Too Many Murders(137)
Carmine said nothing, did not move. It would come out at Smith’s pace, and in chunks.
“School? What was school, except a place to avoid? Anna played hookey so much that Natalie and I were obliged to give it out that we were teaching her at home. We were utterly impotent, we couldn’t control her. She laughed at us, she mocked us, she couldn’t be trusted with socialist enlightenment. From her fourteenth year onward, it was like having an enemy in the house—she knew we were hiding something. So Natalie and I agreed that she should have whatever money she wanted, and do whatever she wanted.” Came a sinister chuckle. “Since she hardly lived at home or acknowledged us, few people knew of her, isn’t that odd? We were able to continue our socialist duties by giving up Anna as a lost cause.”
Another pause. Smith dozed, Carmine watched.
“She acquired a boyfriend when she was fourteen. A twenty-year-old petty criminal named Ron David—a black man!” Smith shouted it; Carmine jumped. “Sex enthralled her, she couldn’t get enough of it or him, would rut with him anywhere, anytime, anyhow. He had an apartment on the edge of the Argyle Avenue ghetto— disease-ridden, rat-infested. Full of whores, including Dee-Dee Hall, who was a good friend of his. Ron introduced Anna to Dee-Dee, and Dee-Dee introduced Anna to heroin. Does that appall you, Captain Delmonico? Don’t let it! Save your horror for my next item of news: Anna and Dee-Dee became lovers. They were inseparable. Inseparable…”
Dear God, thought Carmine, I don’t want to hear this. Take a break, Mr. Smith, sleep a while. Did you love your wayward daughter, or was she an embarrassing nuisance? I can’t tell.
Smith continued. “There was no difference between Dee-Dee and the heroin. Both were vital necessities to Anna, who moved out of Ron’s apartment and into Dee-Dee’s.” Another sinister chuckle. “But Ron refused to take his marching orders. The money Anna had lavished on him was now being lavished on Dee-Dee. You would think, Captain, wouldn’t you, that my daughter would have accepted my offer to house her and Dee-Dee in the lap of luxury on the West Coast? No, that would have been too convenient for her parents! She and Dee-Dee liked living in squalor! The heroin was easy to obtain, and what else mattered?”
“How long were Anna and Dee-Dee together?” Carmine asked.
“Two years.”
“And this was back in the very early 1950s?”
“Yes.”
“Then Dee-Dee wasn’t much older than Anna. Two kids.”
“Don’t you dare pity them! Or me!” Smith cried.
“I do pity them, but I don’t pity you. What happened?”
“Ron invaded Dee-Dee’s apartment with a cutthroat razor, intending to teach them a lesson. I am not conversant with the cant, but I gather that he was ‘off his face’ with drugs. So it was Anna used the razor. She cut his throat very efficiently. Dee-Dee called me at home and told me. I was obliged to deal with that nightmare just as my—my patriotic socialist duties at Cornucopia were commencing. Ron vanished—and don’t hope to find his body, Captain! It lies very far from Connecticut.”
“Where is Anna now?” Carmine asked.
“In a camp in Siberia where she has no access to heroin or sex or whores,” her father said. “She’s thirty-one years old.”
“And all these years later you took out your spleen on a poor, defenseless whore?” Carmine asked incredulously. “Christ, has it never occurred to you that you yourself might be to blame for some of it?”
Smith chose not to hear the second part. “Defenseless, nothing! Poor, nothing!” he shouted. “Dee-Dee Hall is a symptom of the disease rotting America’s stinking carcass! Women like her should be shot or put to hard labor! Whores—drugs—Jews—homosexuals—blacks—adolescent promiscuity!”
“You make me sick, Mr. Smith,” Carmine said evenly. “I don’t think you’re a patriotic socialist, I think you’re a Nazi. Marx and Engels were both Jews, and they’d spit on you! How long is it since you slid inside the original Philip Smith’s shell? He was a full bird colonel in the U.S. Army, but a shadow. He answered to no one, he did what he pleased, he went where he pleased, and everybody on his West German base assumed he was someone big with one of the secret services. How do I know this when the FBI thought you were CIA and dropped their enquiries? Easy, Mr. Smith! I spent the war in the military police—there’s nothing and no one I can’t learn about. In 1946, when he went on a secret mission, one Philip Smith was kidnapped and shot, and another Philip Smith took his place. That Philip Smith—you—returned from Germany to Boston early in 1947, complete with foreign wife, like so many of those Occupation guys. The hardest thing to conceal was the age of your marriage and your kids. But you did it the best way—you just appeared, a discharged colonel and his family, in Boston.”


• INSTRUCTIONS TO FOLLOW:
Find the string "revenue" in the records. Copy each line that has it.

• RECORD EXCERPTS:
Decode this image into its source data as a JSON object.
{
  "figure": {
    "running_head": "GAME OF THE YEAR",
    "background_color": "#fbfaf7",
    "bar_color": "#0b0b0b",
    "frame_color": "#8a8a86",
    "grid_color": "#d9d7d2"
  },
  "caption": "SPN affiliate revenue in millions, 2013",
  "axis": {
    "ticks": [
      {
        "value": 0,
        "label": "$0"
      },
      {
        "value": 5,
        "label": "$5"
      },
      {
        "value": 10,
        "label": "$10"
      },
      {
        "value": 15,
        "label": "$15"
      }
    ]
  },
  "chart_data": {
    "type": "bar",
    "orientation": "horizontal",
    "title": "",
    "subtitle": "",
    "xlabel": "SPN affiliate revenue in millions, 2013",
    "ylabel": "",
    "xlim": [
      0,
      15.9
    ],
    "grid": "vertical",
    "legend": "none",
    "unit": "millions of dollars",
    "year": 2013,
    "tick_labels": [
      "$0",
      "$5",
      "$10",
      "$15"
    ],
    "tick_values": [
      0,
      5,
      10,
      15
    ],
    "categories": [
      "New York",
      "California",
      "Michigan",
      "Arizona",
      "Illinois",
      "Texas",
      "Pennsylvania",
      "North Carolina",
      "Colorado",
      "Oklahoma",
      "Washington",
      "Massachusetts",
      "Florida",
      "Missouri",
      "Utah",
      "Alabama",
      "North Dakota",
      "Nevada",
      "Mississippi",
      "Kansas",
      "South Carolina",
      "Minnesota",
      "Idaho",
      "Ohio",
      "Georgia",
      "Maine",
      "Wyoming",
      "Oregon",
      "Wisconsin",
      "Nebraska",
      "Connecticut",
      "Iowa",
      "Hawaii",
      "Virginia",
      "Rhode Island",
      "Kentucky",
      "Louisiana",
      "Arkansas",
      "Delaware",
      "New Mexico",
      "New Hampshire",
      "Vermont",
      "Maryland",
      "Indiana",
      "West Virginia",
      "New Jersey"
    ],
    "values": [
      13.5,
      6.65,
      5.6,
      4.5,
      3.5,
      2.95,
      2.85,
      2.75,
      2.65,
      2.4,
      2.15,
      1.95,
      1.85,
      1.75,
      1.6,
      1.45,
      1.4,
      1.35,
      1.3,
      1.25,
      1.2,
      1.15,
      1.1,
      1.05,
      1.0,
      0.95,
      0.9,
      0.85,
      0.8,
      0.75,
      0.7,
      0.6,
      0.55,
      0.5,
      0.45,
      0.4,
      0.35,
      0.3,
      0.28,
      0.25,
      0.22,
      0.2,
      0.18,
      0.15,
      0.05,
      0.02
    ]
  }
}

• ANSWER AREA:
  "caption": "SPN affiliate revenue in millions, 2013",
    "xlabel": "SPN affiliate revenue in millions, 2013",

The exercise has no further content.